Twitter Jitters

Typewriter

It would be nice to say something positive this morning.

I’d intended to write something about Leeds Pride, which would have been positive wouldn’t it? I mean, all us right thinking, ideologically advanced, politically spot on social media types just love that sort of thing, don’t we? All that inclusion and diversity and celebration of difference and whatnot, just can’t get enough of it. It’s great. Makes us all proud.

Except some of us aren’t.

If you were on Twitter or Facebook at all in Leeds over the weekend, you’ll know what I mean.

Some guy posted a vile comment about Leeds Pride to “a few close friends” on Facebook. Unfortunately, he didn’t quite understand that there’s no such thing these days as “a few close friends”. Not on social media at least. And especially not if you happen to run a business.

The comment was screen-grabbed (presumably by a not-so-close friend) and did the rounds on Twitter quicker than a case of the runs in a pre-school playground. Inevitably, righteous wrath was meted out, 140 characters at a time. Which can’t be good for business.

I’m not going to defend the guy – his behaviour was frankly abominable – or even pretend there’s some free speech issue at stake. Though personally I’d defend his right to think and say any old crap he likes, and equally our right to consider him a contemptible twerp and never patronise his drinking establishments again. But I don’t think that’s the point.

The point is that social media has changed the rules of conversation. Here’s an example of the old rules.

The other day I was walking through the Dark Arches with a friend (a close friend, to coin a phrase) talking animatedly about a mutual acquaintance. My opinions were hardly legal, decent or honest. Nobody but my friend was listening, I thought. Sure, a handful of people were passing through at the same time, engaged in their own bubble of conversation, but they were oblivious. They didn’t know me – all they could hear was random snippets of vociferous swearing – and they almost certainly couldn’t have cared less about the target of my barrage of expletives. Unfortunately for me, right at my most colourfully outrageous moment another mutual friend happened to catch me up from behind and interrupted the conversation. I was embarrassed, ashamed and uncharacteristically apologetic even though she heard nothing – or at least promises me she heard nothing.

But then, my friend has good manners and the decency not to repeat a private conversation that she heard purely by accident.

Social media means there’s always someone sidling up behind you, potentially listening. And that someone may not be a friend, may not appreciate old school etiquette, and may not be happy with what they overhear.

If you are prominent on social media – run a business let’s say, and use Twitter and Facebook to talk to customers – then you have a responsibility to be careful what you say. The more successful you are the more followers you will have, but they are following you because they like the thing you do and perhaps not the crap you may spout behind closed doors. Prominence on social media is no guarantee that you are not personally a complete and utter tool, as I think events this weekend has amply demonstrated. But then, aren’t we all sometimes. In front of our mates.

And don’t even let me get started on that hot dog hoohah.

Anyway, my thought for the day. Leeds Pride – about as political as a bag of jelly beans; discuss.

4 comments

  1. Phil

    I agree with most of this, except the idea that if you are prominent on social media you have a responsibility to be careful what you say. A responsibility to whom? The thin-skinned, easily-offended (or looking to be offended) twitterati?

    If people tweet something others disagree with they can always reply or ignore it. As you say, people’s right to “think and say any old crap” should be defended, so I don’t why their prominence on social media should make a difference to what they say.

    Paul

    1. You’re absolutely right, it was badly expressed. I meant you had to take responsibility for what you said and how you said it. If you said something crass admit it. Don’t go getting all defensive and aggressive, and don’t let the moral sensitivities of the select few put you off.

      I hate all that public parading of precious hurts, just get over it.

  2. I’m not sure what was worse: the sick comment or the judge dredd conviction and associated witch hunt by the twitterati.

    I loved the irony of how one judge dredd twitterer used a historically homophobic adjective to describe the likely demise of the witch’s business. Marvellous.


REQUIRED WORK: Would you please copy each line of the listing that mentions "from"?

AVAILABLE DATA:
Segment Open

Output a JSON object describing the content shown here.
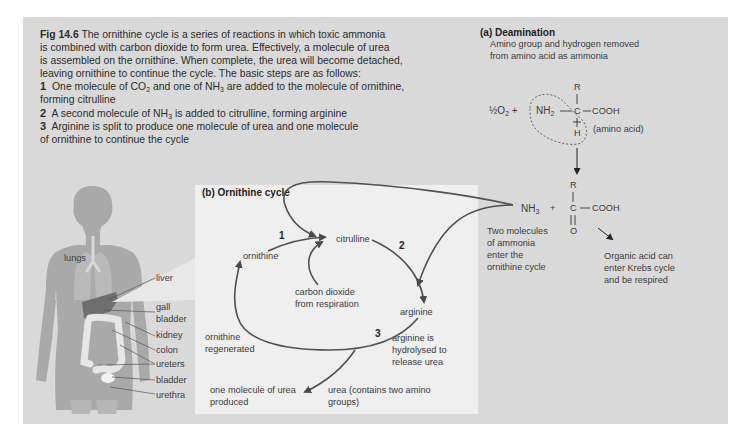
{
  "figure": {
    "label": "Fig 14.6",
    "caption_lines": [
      " The ornithine cycle is a series of reactions in which toxic ammonia",
      "is combined with carbon dioxide to form urea. Effectively, a molecule of urea",
      "is assembled on the ornithine. When complete, the urea will become detached,",
      "leaving ornithine to continue the cycle. The basic steps are as follows:"
    ],
    "steps": [
      {
        "num": "1",
        "text_a": "One molecule of CO",
        "sub_a": "2",
        "text_b": " and one of NH",
        "sub_b": "3",
        "text_c": " are added to the molecule of ornithine,",
        "cont": "forming citrulline"
      },
      {
        "num": "2",
        "text_a": "A second molecule of NH",
        "sub_a": "3",
        "text_b": " is added to citrulline, forming arginine"
      },
      {
        "num": "3",
        "text_a": "Arginine is split to produce one molecule of urea and one molecule",
        "cont": "of ornithine to continue the cycle"
      }
    ]
  },
  "body_diagram": {
    "labels": [
      "lungs",
      "liver",
      "gall",
      "bladder",
      "kidney",
      "colon",
      "ureters",
      "bladder",
      "urethra"
    ]
  },
  "deamination": {
    "title": "(a) Deamination",
    "desc_lines": [
      "Amino group and hydrogen removed",
      "from amino acid as ammonia"
    ],
    "oxygen": "½O",
    "oxygen_sub": "2",
    "plus": "+",
    "amino_group": "NH",
    "amino_sub": "2",
    "r_group": "R",
    "carbon": "C",
    "carboxyl": "COOH",
    "hydrogen": "H",
    "amino_acid_label": "(amino acid)",
    "product_ammonia": "NH",
    "product_ammonia_sub": "3",
    "product_plus": "+",
    "product_r": "R",
    "product_c": "C",
    "product_cooh": "COOH",
    "product_o": "O",
    "ammonia_note": [
      "Two molecules",
      "of ammonia",
      "enter the",
      "ornithine cycle"
    ],
    "organic_acid_note": [
      "Organic acid can",
      "enter Krebs cycle",
      "and be respired"
    ]
  },
  "ornithine_cycle": {
    "title": "(b) Ornithine cycle",
    "nodes": {
      "ornithine": "ornithine",
      "citrulline": "citrulline",
      "arginine": "arginine"
    },
    "step_numbers": [
      "1",
      "2",
      "3"
    ],
    "co2_note": [
      "carbon dioxide",
      "from respiration"
    ],
    "regenerated_note": [
      "ornithine",
      "regenerated"
    ],
    "hydrolysed_note": [
      "arginine is",
      "hydrolysed to",
      "release urea"
    ],
    "urea_produced_note": [
      "one molecule of urea",
      "produced"
    ],
    "urea_note": [
      "urea (contains two amino",
      "groups)"
    ]
  },
  "colors": {
    "outer_bg": "#d9d9d9",
    "panel_bg": "#efefef",
    "arrow": "#555555",
    "silhouette": "#a9a9a9",
    "liver": "#6e6e6e"
  }
}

Segment Closed

EXPECTED ANSWER:
      "from amino acid as ammonia"
      "from respiration"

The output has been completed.